▶ **Your instructions**
I would like you to output every record below exactly, apart from the pictures.

▶ **Task data**
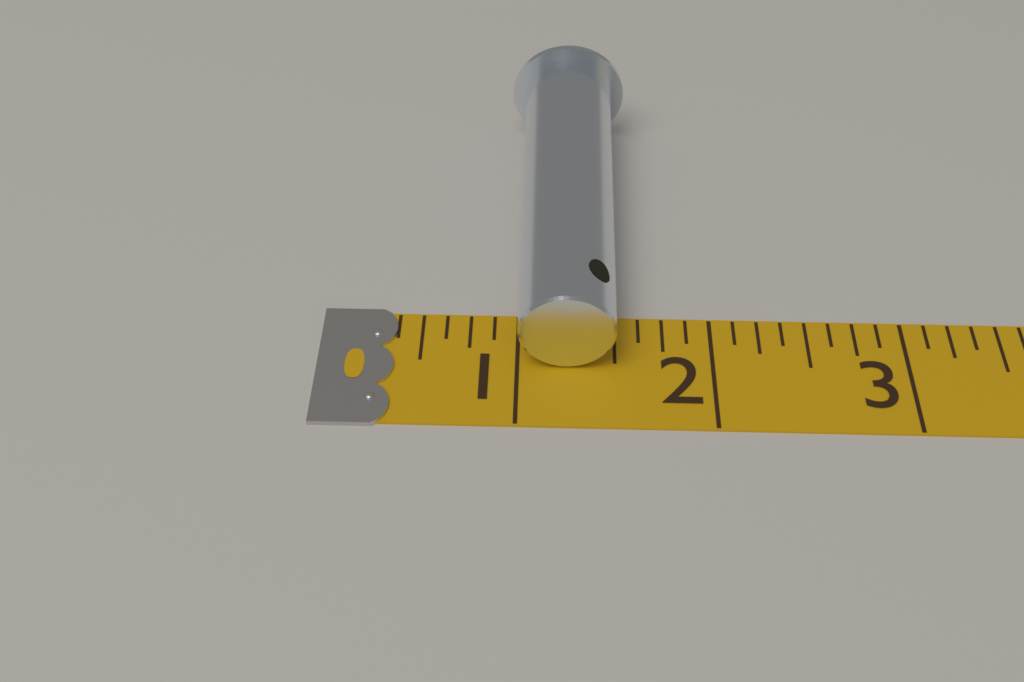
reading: 1.500 (no unit)
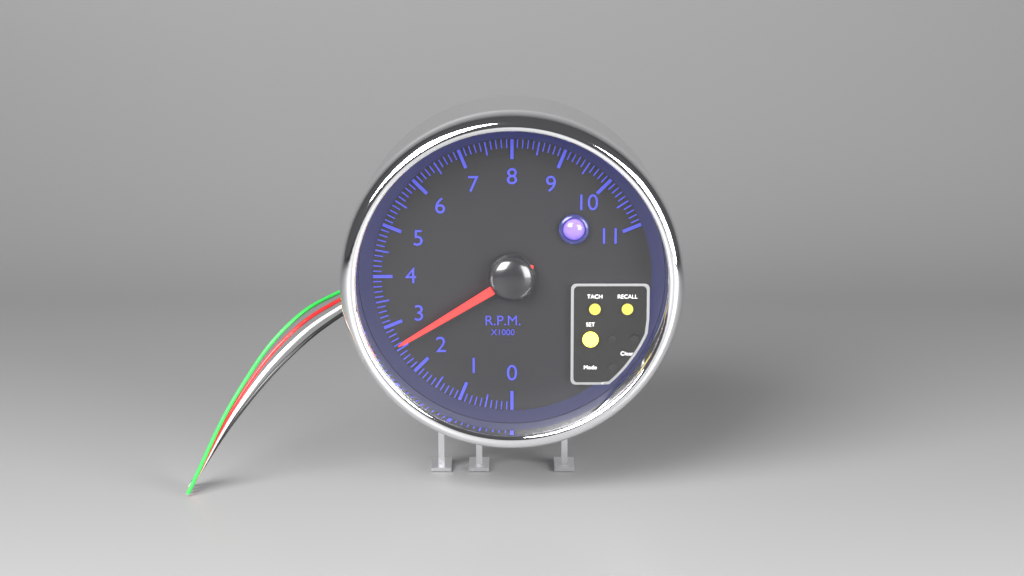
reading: 2.6 rpm x1000
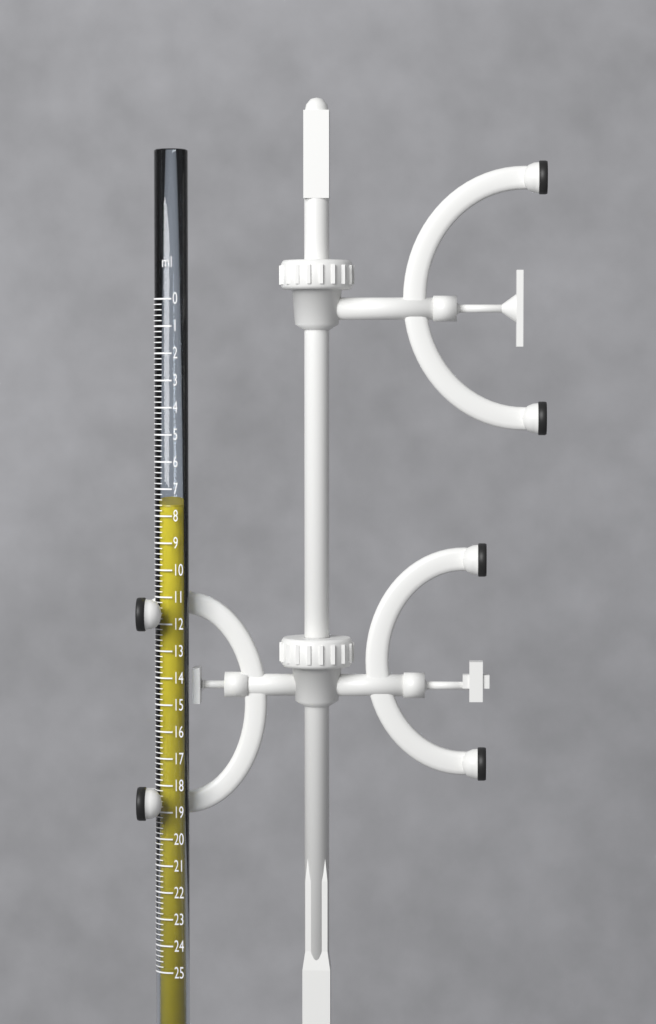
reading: 7.6 ml
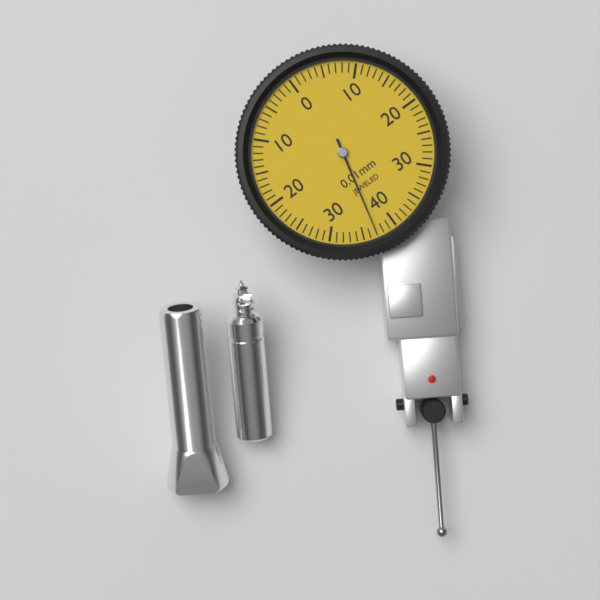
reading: 0.37 mm
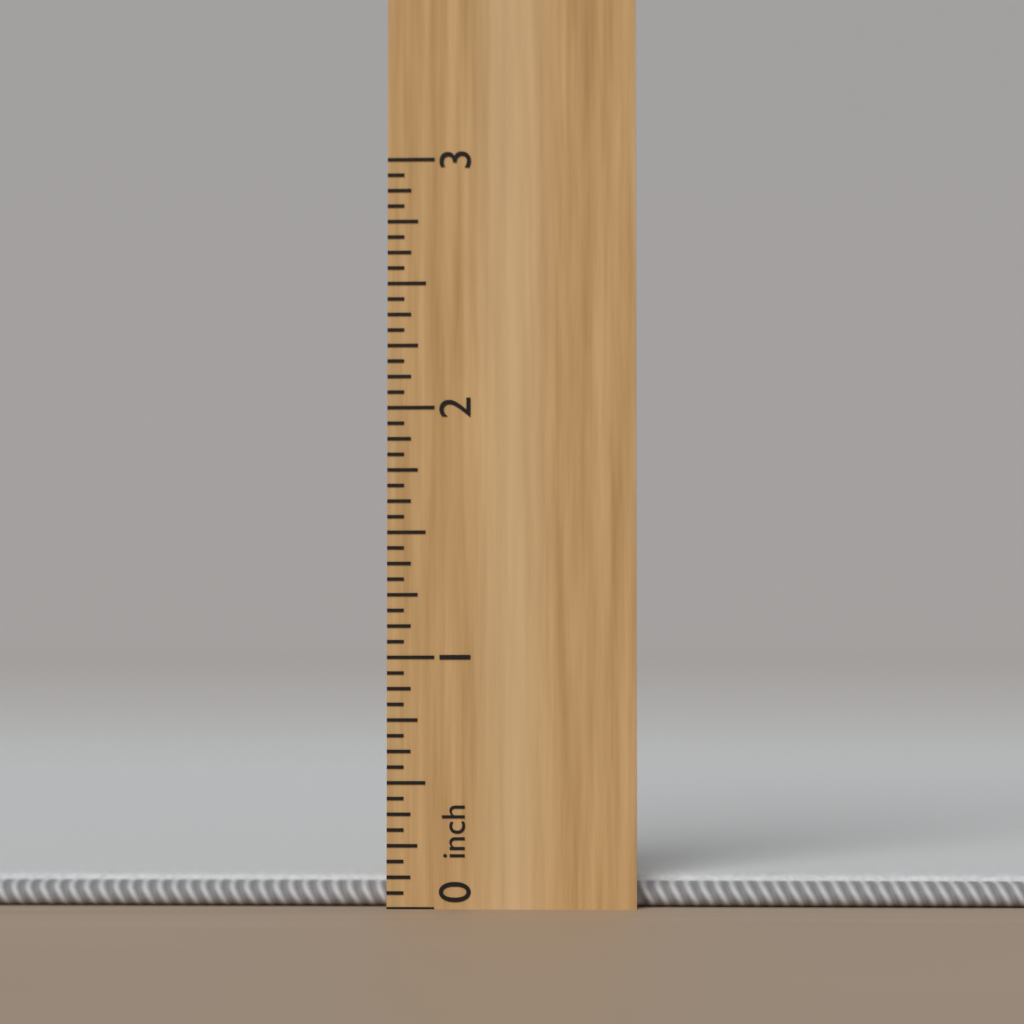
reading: 0.1250 inch
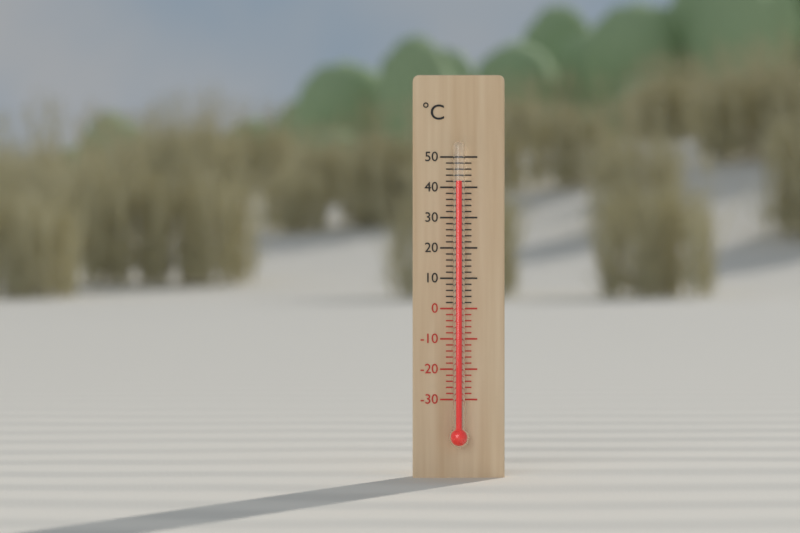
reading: 42 °C
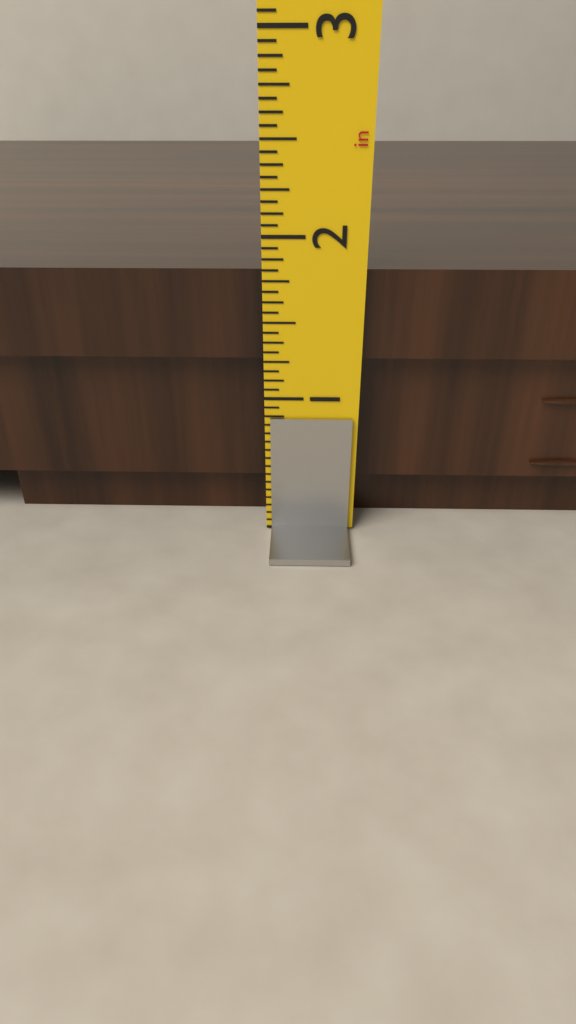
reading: 1.8125 in
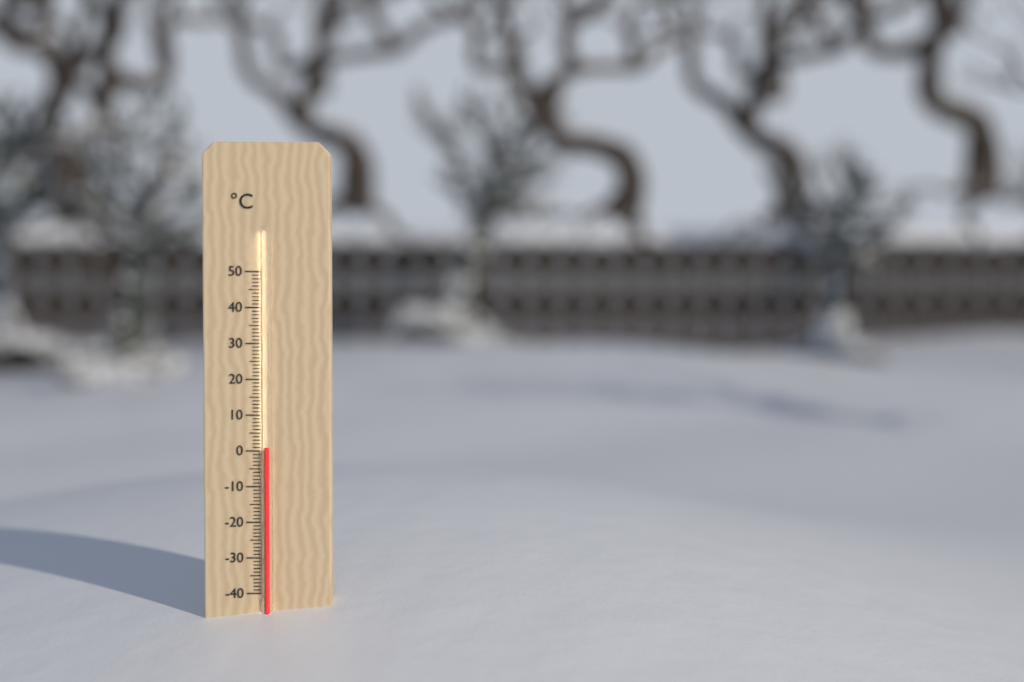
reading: 1 °C
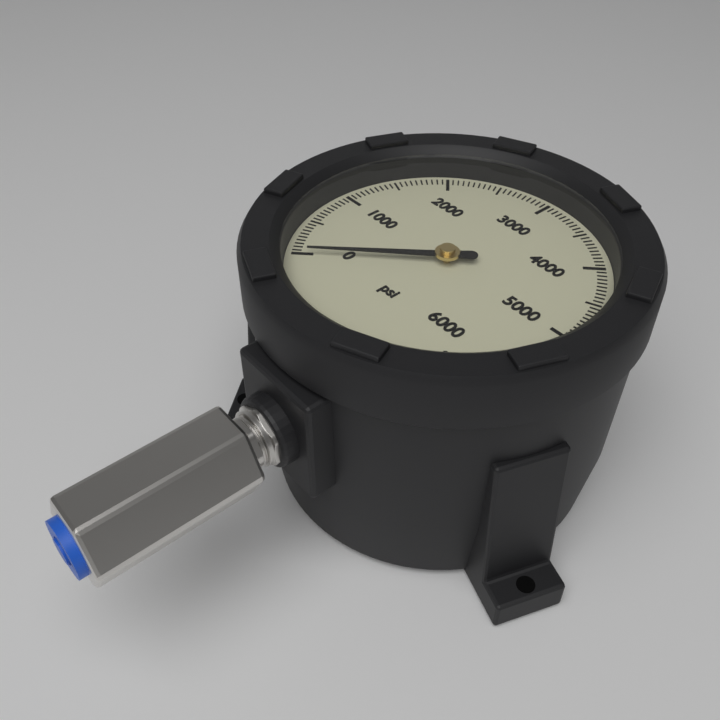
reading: 0 psi
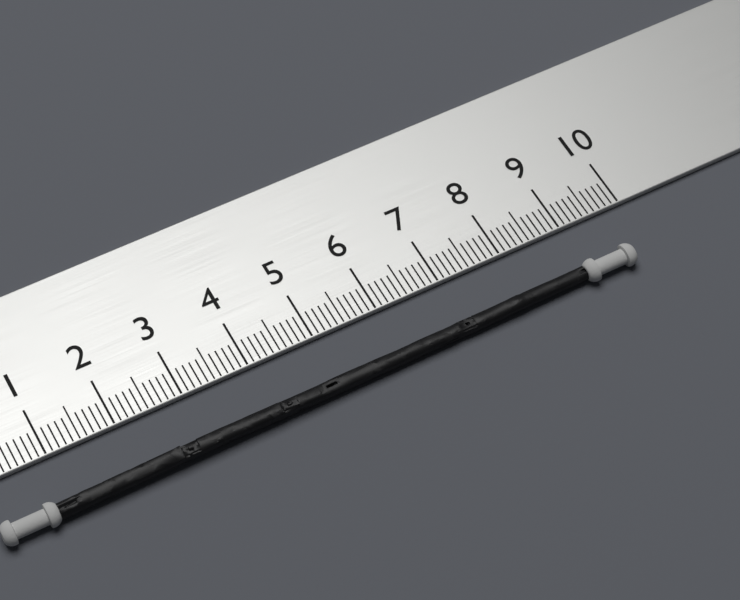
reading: 9.7 cm
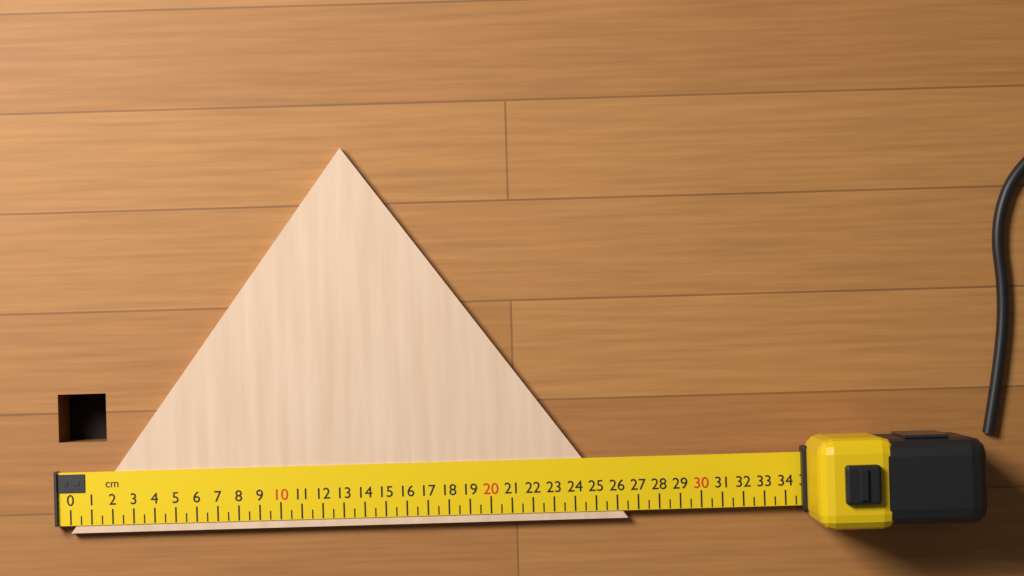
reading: 26.5 cm
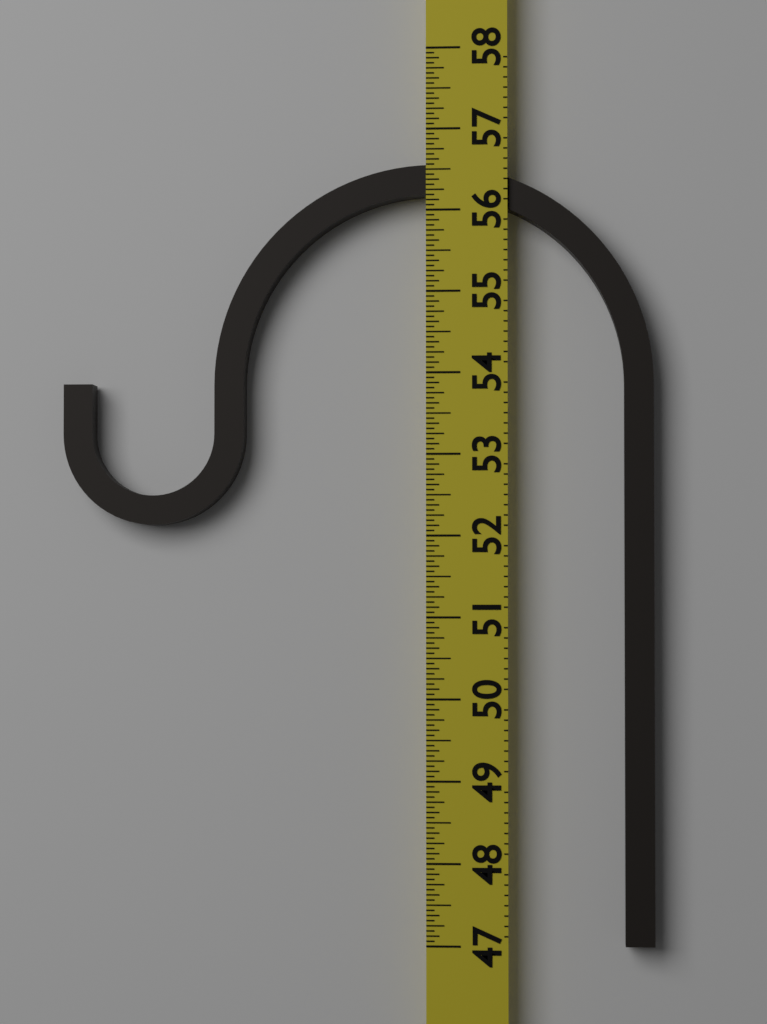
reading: 56.5625 (no unit)
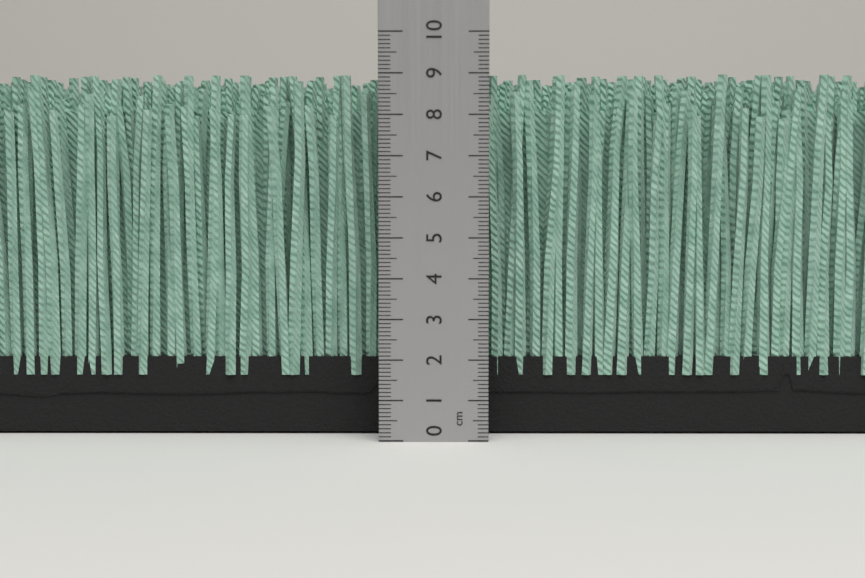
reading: 9.0 cm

▶ **Written response**
reading: 1.500 (no unit)
reading: 2.6 rpm x1000
reading: 7.6 ml
reading: 0.37 mm
reading: 0.1250 inch
reading: 42 °C
reading: 1.8125 in
reading: 1 °C
reading: 0 psi
reading: 9.7 cm
reading: 26.5 cm
reading: 56.5625 (no unit)
reading: 9.0 cm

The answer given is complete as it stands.